The word 'amortize' conceals death at its center. It entered English in the late fourteenth century from Old French 'amortir,' meaning 'to deaden, to extinguish, to kill.' The Old French verb derives from Vulgar Latin '*admortīre' (to bring to death), a compound of 'ad-' (to, toward) and 'mors,' genitive 'mortis' (death). To amortize something is, etymologically, to bring it to death — to kill it.
The word's original English meaning had nothing to do with spreadsheets or payment schedules. In medieval law, 'amortize' meant to transfer property into mortmain — literally, into a 'dead hand' (from Old French 'morte main,' Latin 'mortua manus'). A dead hand was an ecclesiastical corporation: a monastery, a cathedral chapter, a religious order. Unlike a human owner, a corporation never
This was a serious problem for medieval kings and feudal lords. Every time a landholder died, his heir owed the overlord a 'relief' — a payment for the privilege of inheriting. If the landholder died without heirs, the land 'escheated' — reverted to the overlord. But a corporation cannot die, cannot have heirs, and cannot forfeit its property through failure of succession. Land given to the Church was therefore permanently removed from the feudal system
The English Crown responded with the Statutes of Mortmain, enacted under Edward I in 1279 and 1290, which prohibited the transfer of land to ecclesiastical bodies without royal license. These statutes attempted to stem the flow of productive land into the Church's dead hand, and the legal concept of mortmain persisted in English law until the twentieth century.
The financial sense of 'amortize' — to gradually pay off a debt through regular installments — emerged in the eighteenth century as an extension of the older legal meaning. The metaphor is apt: each payment 'kills' a portion of the debt until the entire obligation is dead. An amortization schedule is, etymologically, a death schedule — a plan for killing a debt in measured increments.
The accounting sense — to gradually write off the cost of an intangible asset over its useful life — developed in the nineteenth century. When a company amortizes a patent, it acknowledges that the patent's value is dying a little each year, approaching the zero-point of expiration. This usage extends the death metaphor from debts to assets: both are brought gradually to death through the passage of time.
In modern financial vocabulary, 'amortize' is ubiquitous. Mortgages (themselves a 'death pledge,' from 'mort' + 'gage') are amortized through monthly payments. Business loans are amortized. Intangible assets — patents, copyrights, goodwill — are amortized on corporate balance sheets. The amortization schedule, showing how each payment divides between principal and interest and how the outstanding balance decreases over time, is one of the fundamental tools of financial planning.
The related noun 'amortization' follows the same semantic range: the amortization of a debt (gradual repayment), the amortization of an asset (gradual write-off), and the now-obsolete legal sense of transferring property to mortmain. In British English, the spelling 'amortise' (with an 's') is standard; American English uses 'amortize' (with a 'z').
The word's cognates across European languages reflect the same financial and legal senses: French 'amortir' (to absorb, to pay off, to deaden), Spanish 'amortizar' (to amortize, to pay off), Italian 'ammortizzare,' Portuguese 'amortizar,' German 'amortisieren.' In French, 'amortir' retains a broader range of meanings than in English — 'amortir un choc' means to absorb a shock, to deaden an impact, preserving the physical sense of killing force that English has largely lost.
The history of 'amortize' thus traces a path from medieval property law through Enlightenment-era financial innovation to modern corporate accounting, each stage preserving the central metaphor of death. Debts die through payment. Assets die through depreciation. Property died when it entered the Church's immortal grasp. At every stage, the Latin root 'mors' persists, a reminder that the language of finance is, at its etymological foundation, a language of mortality.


TO DO
All of the entries should be restated word for word, but without their pictures.
━━━━━ DATA UNDER STUDY ━━━━━
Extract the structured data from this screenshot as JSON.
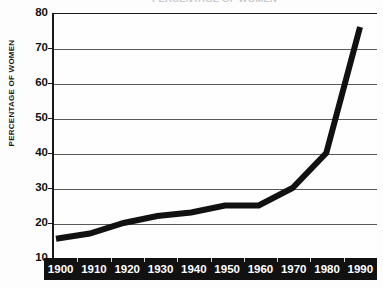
{
  "chart_data": {
    "type": "line",
    "title": "PERCENTAGE OF WOMEN",
    "subtitle": "",
    "xlabel": "",
    "ylabel": "PERCENTAGE OF WOMEN",
    "categories": [
      "1900",
      "1910",
      "1920",
      "1930",
      "1940",
      "1950",
      "1960",
      "1970",
      "1980",
      "1990"
    ],
    "x": [
      1900,
      1910,
      1920,
      1930,
      1940,
      1950,
      1960,
      1970,
      1980,
      1990
    ],
    "values": [
      15.5,
      17,
      20,
      22,
      23,
      25,
      25,
      30,
      40,
      76
    ],
    "series": [
      {
        "name": "Percentage of women",
        "values": [
          15.5,
          17,
          20,
          22,
          23,
          25,
          25,
          30,
          40,
          76
        ],
        "color": "#111111",
        "line_width": 6
      }
    ],
    "ylim": [
      10,
      80
    ],
    "xlim": [
      1900,
      1990
    ],
    "yticks": [
      10,
      20,
      30,
      40,
      50,
      60,
      70,
      80
    ],
    "ytick_labels": [
      "10",
      "20",
      "30",
      "40",
      "50",
      "60",
      "70",
      "80"
    ],
    "xticks": [
      1900,
      1910,
      1920,
      1930,
      1940,
      1950,
      1960,
      1970,
      1980,
      1990
    ],
    "xtick_labels": [
      "1900",
      "1910",
      "1920",
      "1930",
      "1940",
      "1950",
      "1960",
      "1970",
      "1980",
      "1990"
    ],
    "grid": true,
    "grid_axis": "y",
    "legend": false,
    "legend_position": "none",
    "annotations": []
  },
  "axes": {
    "y_caption": "PERCENTAGE OF WOMEN",
    "y_tick_labels": [
      "80",
      "70",
      "60",
      "50",
      "40",
      "30",
      "20",
      "10"
    ],
    "x_tick_labels": [
      "1900",
      "1910",
      "1920",
      "1930",
      "1940",
      "1950",
      "1960",
      "1970",
      "1980",
      "1990"
    ]
  },
  "colors": {
    "line": "#111111",
    "grid": "#595959",
    "frame": "#1a1a1a",
    "x_band_background": "#111111",
    "x_band_text": "#ffffff",
    "plot_background": "#fefefe",
    "title_text": "#c9c9cc"
  },
  "title": {
    "text": "PERCENTAGE OF WOMEN"
  }
}
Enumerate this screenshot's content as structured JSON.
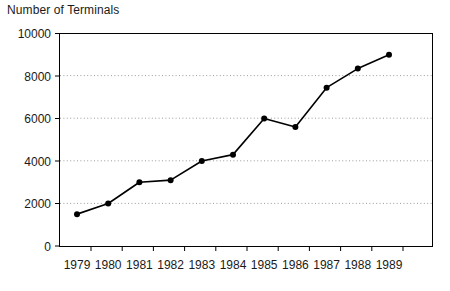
{
  "chart_data": {
    "type": "line",
    "title": "Number of Terminals",
    "xlabel": "",
    "ylabel": "",
    "categories": [
      "1979",
      "1980",
      "1981",
      "1982",
      "1983",
      "1984",
      "1985",
      "1986",
      "1987",
      "1988",
      "1989"
    ],
    "values": [
      1500,
      2000,
      3000,
      3100,
      4000,
      4300,
      6000,
      5600,
      7450,
      8350,
      9000
    ],
    "series": [
      {
        "name": "Number of Terminals",
        "values": [
          1500,
          2000,
          3000,
          3100,
          4000,
          4300,
          6000,
          5600,
          7450,
          8350,
          9000
        ]
      }
    ],
    "ylim": [
      0,
      10000
    ],
    "y_ticks": [
      0,
      2000,
      4000,
      6000,
      8000,
      10000
    ],
    "y_tick_labels": [
      "0",
      "2000",
      "4000",
      "6000",
      "8000",
      "10000"
    ],
    "x_tick_labels": [
      "1979",
      "1980",
      "1981",
      "1982",
      "1983",
      "1984",
      "1985",
      "1986",
      "1987",
      "1988",
      "1989"
    ],
    "grid": "horizontal-dotted",
    "legend": "none",
    "marker": "filled-circle",
    "line_color": "#000000",
    "marker_color": "#000000",
    "grid_color": "#9a9a9a",
    "axis_color": "#000000",
    "background_color": "#ffffff"
  },
  "axis": {
    "y_labels": [
      "10000",
      "8000",
      "6000",
      "4000",
      "2000",
      "0"
    ],
    "x_labels": [
      "1979",
      "1980",
      "1981",
      "1982",
      "1983",
      "1984",
      "1985",
      "1986",
      "1987",
      "1988",
      "1989"
    ]
  }
}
━━━━━
SOLVED PROBLEM
Extract the structured data from this screenshot as JSON.
{
  "chart_data": {
    "type": "line",
    "title": "PERCENTAGE OF WOMEN",
    "subtitle": "",
    "xlabel": "",
    "ylabel": "PERCENTAGE OF WOMEN",
    "categories": [
      "1900",
      "1910",
      "1920",
      "1930",
      "1940",
      "1950",
      "1960",
      "1970",
      "1980",
      "1990"
    ],
    "x": [
      1900,
      1910,
      1920,
      1930,
      1940,
      1950,
      1960,
      1970,
      1980,
      1990
    ],
    "values": [
      15.5,
      17,
      20,
      22,
      23,
      25,
      25,
      30,
      40,
      76
    ],
    "series": [
      {
        "name": "Percentage of women",
        "values": [
          15.5,
          17,
          20,
          22,
          23,
          25,
          25,
          30,
          40,
          76
        ],
        "color": "#111111",
        "line_width": 6
      }
    ],
    "ylim": [
      10,
      80
    ],
    "xlim": [
      1900,
      1990
    ],
    "yticks": [
      10,
      20,
      30,
      40,
      50,
      60,
      70,
      80
    ],
    "ytick_labels": [
      "10",
      "20",
      "30",
      "40",
      "50",
      "60",
      "70",
      "80"
    ],
    "xticks": [
      1900,
      1910,
      1920,
      1930,
      1940,
      1950,
      1960,
      1970,
      1980,
      1990
    ],
    "xtick_labels": [
      "1900",
      "1910",
      "1920",
      "1930",
      "1940",
      "1950",
      "1960",
      "1970",
      "1980",
      "1990"
    ],
    "grid": true,
    "grid_axis": "y",
    "legend": false,
    "legend_position": "none",
    "annotations": []
  },
  "axes": {
    "y_caption": "PERCENTAGE OF WOMEN",
    "y_tick_labels": [
      "80",
      "70",
      "60",
      "50",
      "40",
      "30",
      "20",
      "10"
    ],
    "x_tick_labels": [
      "1900",
      "1910",
      "1920",
      "1930",
      "1940",
      "1950",
      "1960",
      "1970",
      "1980",
      "1990"
    ]
  },
  "colors": {
    "line": "#111111",
    "grid": "#595959",
    "frame": "#1a1a1a",
    "x_band_background": "#111111",
    "x_band_text": "#ffffff",
    "plot_background": "#fefefe",
    "title_text": "#c9c9cc"
  },
  "title": {
    "text": "PERCENTAGE OF WOMEN"
  }
}
Enumerate this screenshot's content as structured JSON.
{
  "chart_data": {
    "type": "line",
    "title": "Number of Terminals",
    "xlabel": "",
    "ylabel": "",
    "categories": [
      "1979",
      "1980",
      "1981",
      "1982",
      "1983",
      "1984",
      "1985",
      "1986",
      "1987",
      "1988",
      "1989"
    ],
    "values": [
      1500,
      2000,
      3000,
      3100,
      4000,
      4300,
      6000,
      5600,
      7450,
      8350,
      9000
    ],
    "series": [
      {
        "name": "Number of Terminals",
        "values": [
          1500,
          2000,
          3000,
          3100,
          4000,
          4300,
          6000,
          5600,
          7450,
          8350,
          9000
        ]
      }
    ],
    "ylim": [
      0,
      10000
    ],
    "y_ticks": [
      0,
      2000,
      4000,
      6000,
      8000,
      10000
    ],
    "y_tick_labels": [
      "0",
      "2000",
      "4000",
      "6000",
      "8000",
      "10000"
    ],
    "x_tick_labels": [
      "1979",
      "1980",
      "1981",
      "1982",
      "1983",
      "1984",
      "1985",
      "1986",
      "1987",
      "1988",
      "1989"
    ],
    "grid": "horizontal-dotted",
    "legend": "none",
    "marker": "filled-circle",
    "line_color": "#000000",
    "marker_color": "#000000",
    "grid_color": "#9a9a9a",
    "axis_color": "#000000",
    "background_color": "#ffffff"
  },
  "axis": {
    "y_labels": [
      "10000",
      "8000",
      "6000",
      "4000",
      "2000",
      "0"
    ],
    "x_labels": [
      "1979",
      "1980",
      "1981",
      "1982",
      "1983",
      "1984",
      "1985",
      "1986",
      "1987",
      "1988",
      "1989"
    ]
  }
}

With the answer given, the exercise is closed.